This week we are off to ACSP, where I must wear a badge of shame for failing to finish my paper. However, that means that I drop out of a five-person theory session, and that means everybody else gets more time, and that’s needed in a five-person session. I’m not sure what I was thinking when I proposed 5 people in the session, but I am sure I had a theory. Ha! See what I did there? Bad theory.
Anyhoodily, this week the organization is handing out awards and that fits nicely with my #ReadUrbanandPlanningWomen2014 theme. This year’s recipient of the Margarita McCoy Award is Linda Dalton. I can’t find a web page for her; she’s listed in the program as being at Cal Poly East Bay, but I can’t find her on their faculty page. If somebody has a lead on that, please shoot me the link in the comments.
(Ask the internets and ye shall receive. Here is a link to Dr. Dalton’s page.)
From the ACSP website, here is the write up of the McCoy award:
Recognizes individuals who have made an outstanding contribution toward the advancement of women in planning at institutions of higher education through service, teaching, and/or research. The Margarita McCoy Award is made by the ACSP Faculty Women’s Interest Group.’
Here is the committee’s write-up from the program:
Linda Dalton was selected as this year’s McCoy Award recipient due to the exceptional leadership qualities she has demonstrated during her distinguished career and, in particularly, the outstanding mentorship role she has played for many women in higher education in planning. In addition to her own distinguished career in planning, she has worked tirelessly to improve faculty diversity in planning programs and serves as a role model for women in higher education. ~ Hilary Nixon, Chair, FWIG Award Committee, 2014
The paper I thought I’d discuss here is a paper from 1986 entitled:
Dalton, Linda 1986. Why the Rational Paradigm Persists — The Resistance of Professional Education and Practice to Alternative Forms of Planning. Journal of Planning Education and Research April 1986 5: 147-153, doi:10.1177/0739456X8600500302
First of all, we need to comment on the throwback three column format and HOW MUCH I LOVE IT.
That said, the motivating question behind Dalton’s paper is a good one: by 1986, we’d loads and loads of planning theory that had reacted to the mistakes of rational modernist planning, like urban renewal, and had tried to reformulate planning in alternative terms. This created quite a bit of disjoin between theory and practice because rational planning still dominated most forms of practice. I think that’s true today still.
Dalton’s explanation is a good one, too:
Taken together, utilitarian and logical positivist notions of rationality constitute both a process for making decisions and a set of underlying characteristics or assumptions upon which choices are made: objectivity, analysis and efficiency.
The emphasis is in the original.
That is, the question of the public interest is a real thing, and the process of trying to suss it is an important thing, and while the particular methods and values embodied in logical positivism might have problems, the need to explore the public interest never goes away, unless, like Maggie Thatcher, you just up and decide there is no such thing.
Dalton develops this argument by examining both the practice and the profession of planning, noting the various ways in which rationality and its attendant themes drive the market for professionals that in, turn, influences the culture of the practice. Ulrich Beck, Scott Lash, and Anthony Giddens later work through how these themes play out in larger sociological processes way beyond planning in their description of reflexive modernization.
Dalton warned that planners’ adherence to rationalist principles contains the seeds of the profession’s destruction in that despite all the claims and production of technical material, problems persist and undermine the credibility of the claims to technical expertise. In the place of rationality, Dalton suggestions the practice of public reason.
In the decades following, we would have a lot of planning theory that grapples with the problems: Flyvbjerg would connect rationality to power, and the process of rationalization, for one important contribution.
But planners still have this problem: if we aren’t producing technical material, what is the role of the profession? Planning as something people rather than professionals, do, well, that’s a thing, and it does not promise outcomes necessarily. Planner as something a person can be, as a professional who can be paid because they are doing something special in planning…that’s a different idea entirely. The persistence of social ills can hardly be laid at the foot of rationalist planning; modernist planning might have been overly ambitious in its claims, but it’s not like any revision can necessarily solve the problem, as it’s just way too much of a straw man to expect any one approach or profession to alleviate the ‘mirage’ aspects of Enlightenment thought that set up the idea of social perfectibility in the first place. Let’s not plan, then, and let things go, since social ills can’t be ‘solved.’ Or let’s revise the notion of the profession: hands up, who wants to be small and marginal and claim dominion over the easy-to-implement and socially stabilizing things (bike lanes) so that we can boost our prestige as a profession, and forget about things like poverty since that’s hard?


- [Work item] For this exercise, report every line of the material that includes "name".

-- Raw data follows --

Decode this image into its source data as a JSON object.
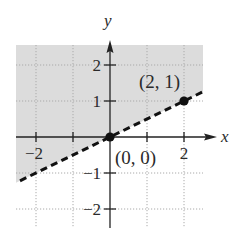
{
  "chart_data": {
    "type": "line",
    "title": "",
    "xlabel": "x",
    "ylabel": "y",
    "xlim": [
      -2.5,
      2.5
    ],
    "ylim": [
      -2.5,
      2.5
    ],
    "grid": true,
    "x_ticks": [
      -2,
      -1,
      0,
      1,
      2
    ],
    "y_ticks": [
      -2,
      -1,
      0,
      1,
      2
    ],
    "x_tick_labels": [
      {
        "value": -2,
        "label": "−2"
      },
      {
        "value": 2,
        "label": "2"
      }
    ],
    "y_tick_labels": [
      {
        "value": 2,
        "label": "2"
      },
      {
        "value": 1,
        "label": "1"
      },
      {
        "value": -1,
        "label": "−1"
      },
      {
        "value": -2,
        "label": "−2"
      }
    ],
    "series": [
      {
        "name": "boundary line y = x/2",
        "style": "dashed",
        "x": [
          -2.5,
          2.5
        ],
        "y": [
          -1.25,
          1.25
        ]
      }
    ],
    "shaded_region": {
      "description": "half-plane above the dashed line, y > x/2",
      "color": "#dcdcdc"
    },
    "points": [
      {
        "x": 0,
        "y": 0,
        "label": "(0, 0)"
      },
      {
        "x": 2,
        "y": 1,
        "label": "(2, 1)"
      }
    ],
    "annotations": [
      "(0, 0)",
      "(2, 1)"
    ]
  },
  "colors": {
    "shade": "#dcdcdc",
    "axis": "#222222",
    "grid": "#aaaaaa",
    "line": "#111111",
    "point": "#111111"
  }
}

-- Raw data concluded --
-- Raw data follows --

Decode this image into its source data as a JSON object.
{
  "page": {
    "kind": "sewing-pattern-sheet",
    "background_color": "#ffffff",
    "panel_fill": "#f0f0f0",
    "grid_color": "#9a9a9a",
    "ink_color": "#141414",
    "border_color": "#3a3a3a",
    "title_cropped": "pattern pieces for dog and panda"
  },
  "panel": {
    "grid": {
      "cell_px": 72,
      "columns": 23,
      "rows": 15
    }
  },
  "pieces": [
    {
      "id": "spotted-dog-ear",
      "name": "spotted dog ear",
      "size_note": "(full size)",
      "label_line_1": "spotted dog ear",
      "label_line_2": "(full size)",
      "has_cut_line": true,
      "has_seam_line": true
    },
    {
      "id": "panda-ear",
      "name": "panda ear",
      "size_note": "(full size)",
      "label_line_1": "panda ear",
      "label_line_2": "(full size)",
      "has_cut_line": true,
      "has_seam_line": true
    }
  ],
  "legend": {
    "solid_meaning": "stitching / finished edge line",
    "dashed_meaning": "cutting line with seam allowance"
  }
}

-- Raw data concluded --

- [Answer for this exercise]
        "name": "boundary line y = x/2",
      "name": "spotted dog ear",
      "name": "panda ear",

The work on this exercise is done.